John Cross / The Free Press


Proposed layoffs at treatment center surprise staff

Dan Nienaber
Free Press Staff Writer

A total of 111 positions are being cut statewide, including additional layoffs at the Anoka-Metro Regional Treatment Center. A total of 2.5 full-time equivalent jobs also are being eliminated from Mankato’s Crisis Center, a 10-bed short-term facility.

The total cost savings for the state through the proposed cuts is estimated to be nearly $4.3 million, well short of the $15 million cited by Morrow and Sheran.

In his memorandum to human services employees, Mike Tessneer, State Operated Services chief executive officer, said another round of layoffs will be coming in September. Those job cuts will include food services and support employees at both the Minnesota State Hospital in St. Peter and the facility in Anoka, Tessneer said.

The announcement drew harsh criticism from AFSCME Minnesota’s executive director, Eliot Seide.

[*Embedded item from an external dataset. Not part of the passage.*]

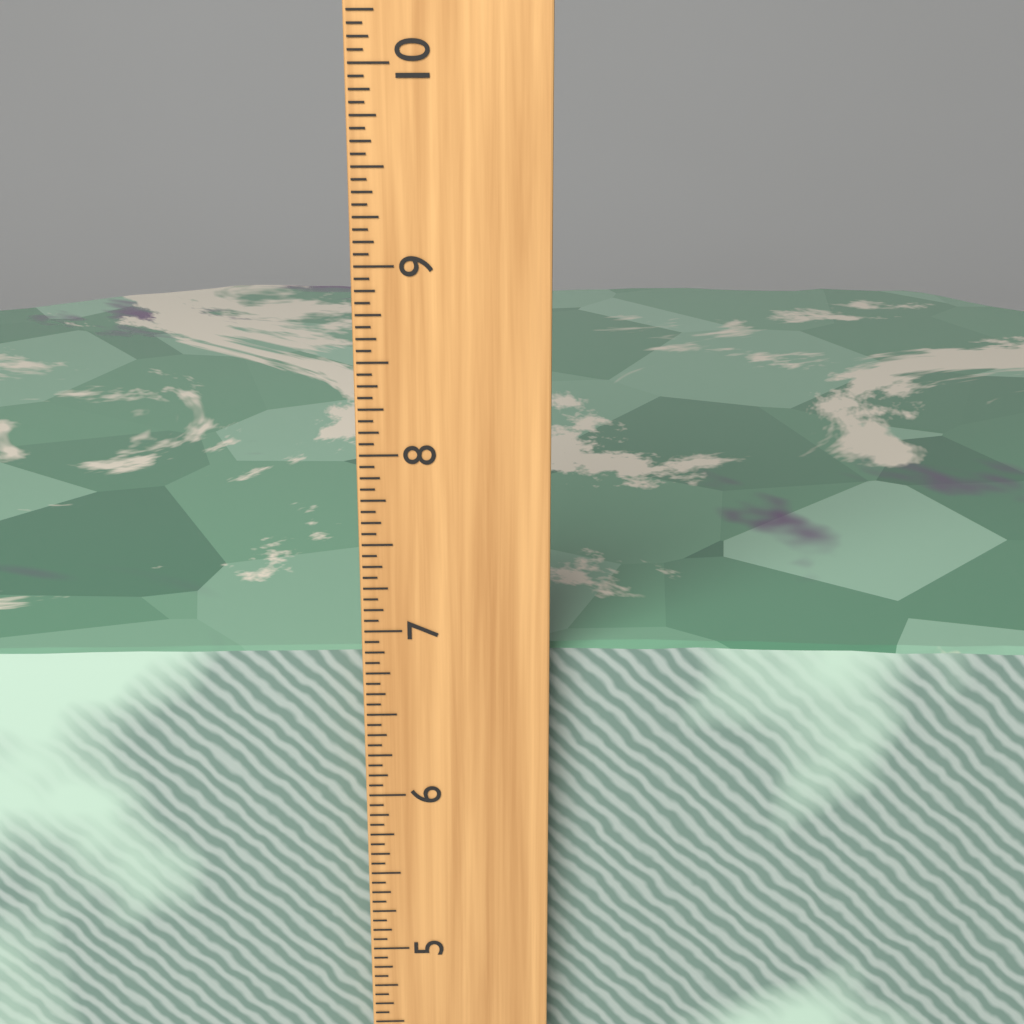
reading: 6.8125 inch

He’s expecting most the cuts to be security staff. Administrators should have consulted with employees before making what are expected to be sweeping changes in facilities that house some of the state’s most dangerous people, Seide said.

A new facility, which will serve as a forensic nursing home, is being built on the Regional Treatment Center campus and is scheduled to open in spring 2009. If the layoffs were considered part of a restructuring, union members would have priority to be trained for jobs there, he said. Because the layoffs are taking place to address budget cuts, those assurances don’t exist.

“Our members who work in these very dangerous settings are the people who keep us safe,” Seide said. “We think workers who keep the public safe shouldn’t be disposable and treated like trash. We all want efficiency, but the front-line people are the ones to talk to for that. Not some bureaucrat in St. Paul.”